The Journal of Libertarian Studies was founded by Murray N. Rothbard in 1977 and is the premiere venue for the advancement of libertarianism, anarcho-capitalism, the individualist society, and non-interventionism as the first principle of political theory and practice.
Book Review: _Trust in a Polarized Age_
David Gordon's review of Kevin Vallier's new book on social trust, which offers several useful defenses of property rights. Originally published in the _Quarterly Journal of Austrian Economics_.
Book Review: _The Duty to Vote_
Is voting a moral duty, or only a right that citizens are free to ignore? Joseph Solis-Mullen reviews Julia Maskivker's The Duty to Vote.
New Directions in Crypto-Politics
Cryptographic protocols, based on some elements of monero cryptocurrency, presents a responsible voting scheme with profit and loss criteria for voters that is able to further the base political framework.
Rejoinder to Slenzok on COVID
Walter Block argues that Norbert Slenzok is wrong to claim that there is no circumstance under which it would be justified, on libertarian grounds, to compel vaccinations.
Incivility: Progressivism’s Unacknowledged Cost
The principal cause of today’s uncivil, adversarial culture is the prevalence of identity politics and political factions acting within a conflicted environment of redistributive progressive politics and counterprogressive postmodern ideology.
Mises, Borges, Mariana, and Cervantes: When Liberal Politics and Economics Are Serious Fiction
Neither classical liberals nor libertarians should yield to Marxists when it comes to the production and interpretation of literature. Storytelling should be in our wheelhouse as much as theirs.
Hugo Grotius and the Dutch Golden Age
Proto-Austrian and philosopher Hugo Grotius was essential to the portion of the Netherlands’ history in which it enjoyed the status of Europe’s foremost economic and maritime power.
How and Why Fascism and Nazism Became the “Right”
Allen Gindler shows the origin and historical background of the artificial shift of fascism and National Socialism to the right side of the political spectrum.
Limited Self-Ownership: The Failure of Argumentation Ethics
Jonathan Ashbach argues that Hoppe's argumentation ethics fail due to two key flaws: a faulty methodology, and an arbitrary and simplistic conception of property rights.
Property Rights and Gun Control: A Reply to Block and Block
Fegley and Dominiak respond to Block and Block's attempt to provide a universal libertarian theory of weapon control, and argue that it is divorced from property rights.
A Critique of Equality Legislation in Liberal Market Democracies
Is egalitarian intervention to address inequality destructive of liberty? Njoya argues that equality legislation is neither harmless nor costless, and undermines fundamental tenets of the rule of law.
Libertarianism, Property Rights, and the COVID-19 Pandemic Policies
Norbert Slenzok provides a libertarian case against anti-pandemic restrictions imposed by governments, with particular attention to libertarians who appear to support lockdowns.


EXERCISE BRIEF — Omit the pictures from the entries below and retype everything else exactly.

====== RECORDS SUPPLIED ======

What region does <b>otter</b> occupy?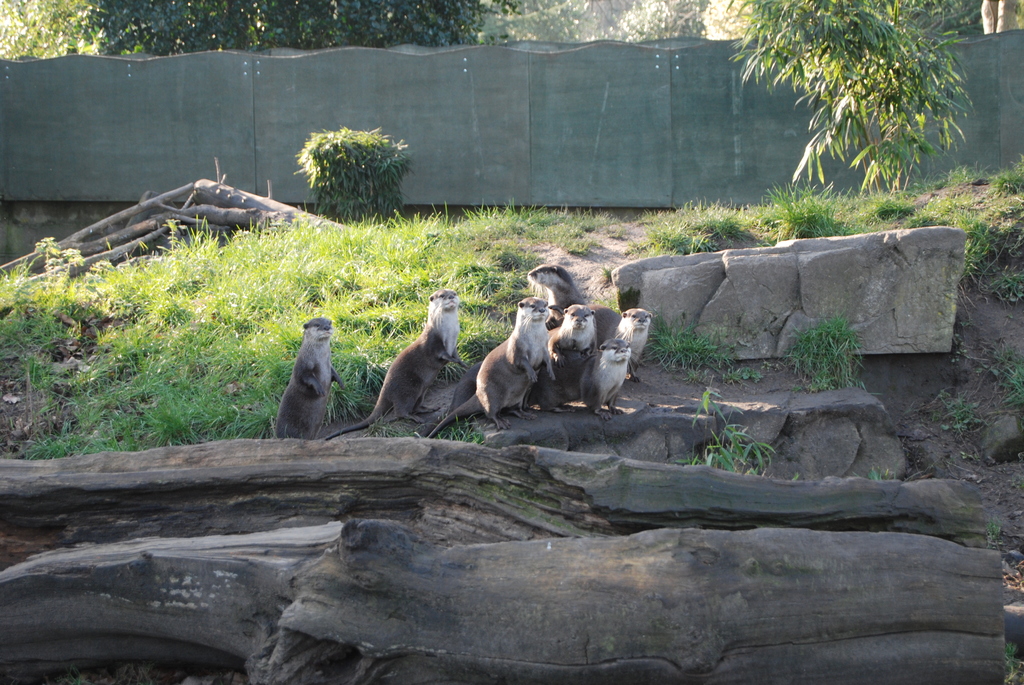
bbox(328, 289, 470, 439).
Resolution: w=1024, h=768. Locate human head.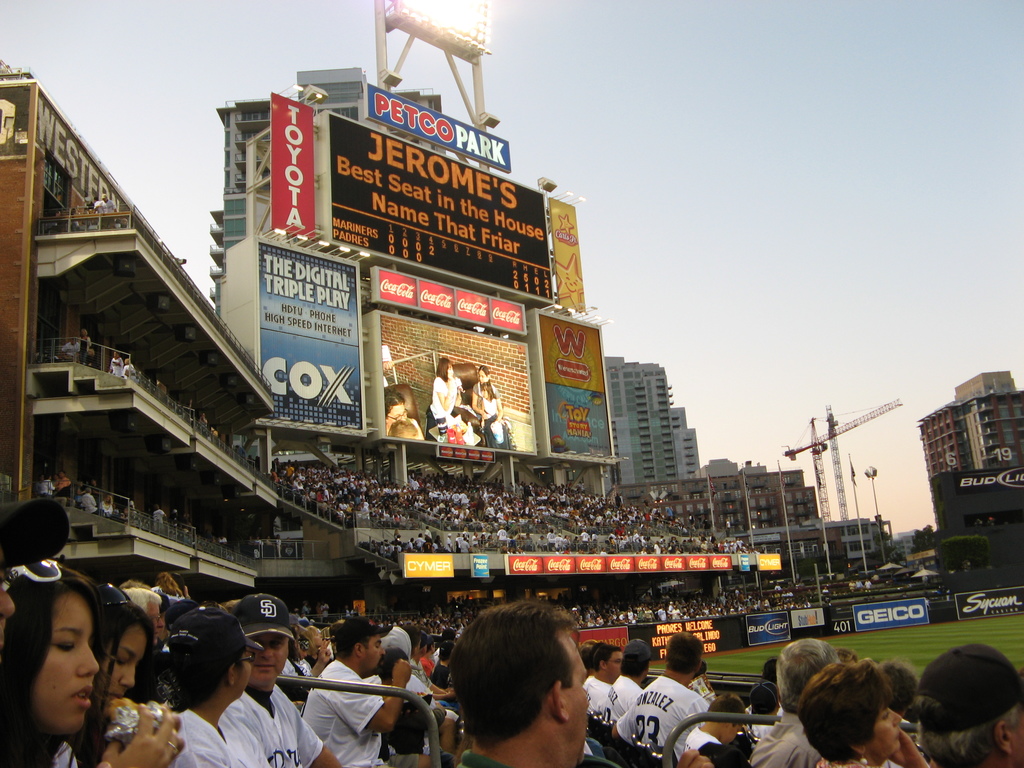
<region>113, 349, 122, 360</region>.
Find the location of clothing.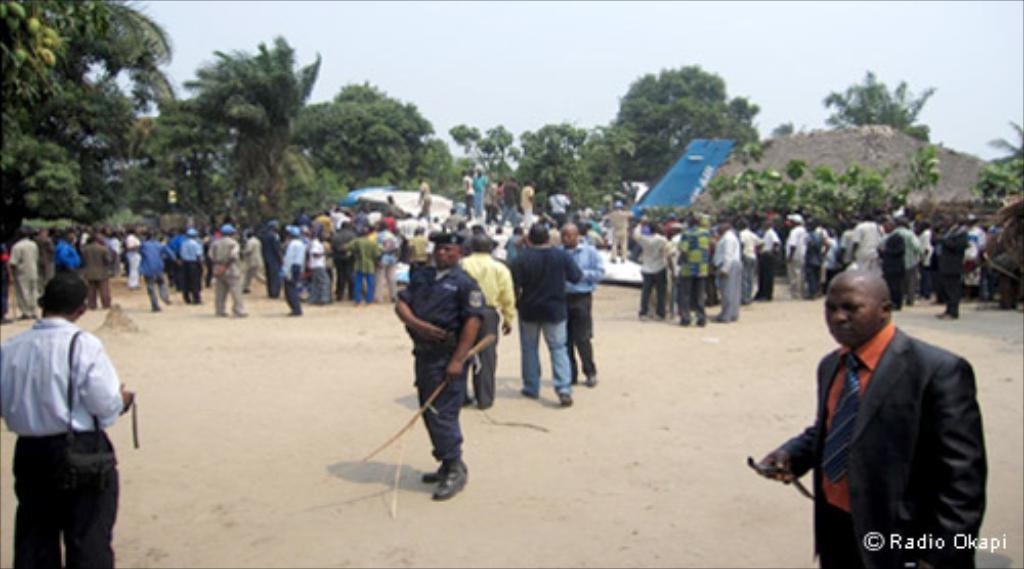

======

ANSWER BELOW —
What region does <b>otter</b> occupy?
bbox(328, 289, 470, 439).
Resolution: w=1024, h=768. Locate human head.
<region>113, 349, 122, 360</region>.
Find the location of clothing.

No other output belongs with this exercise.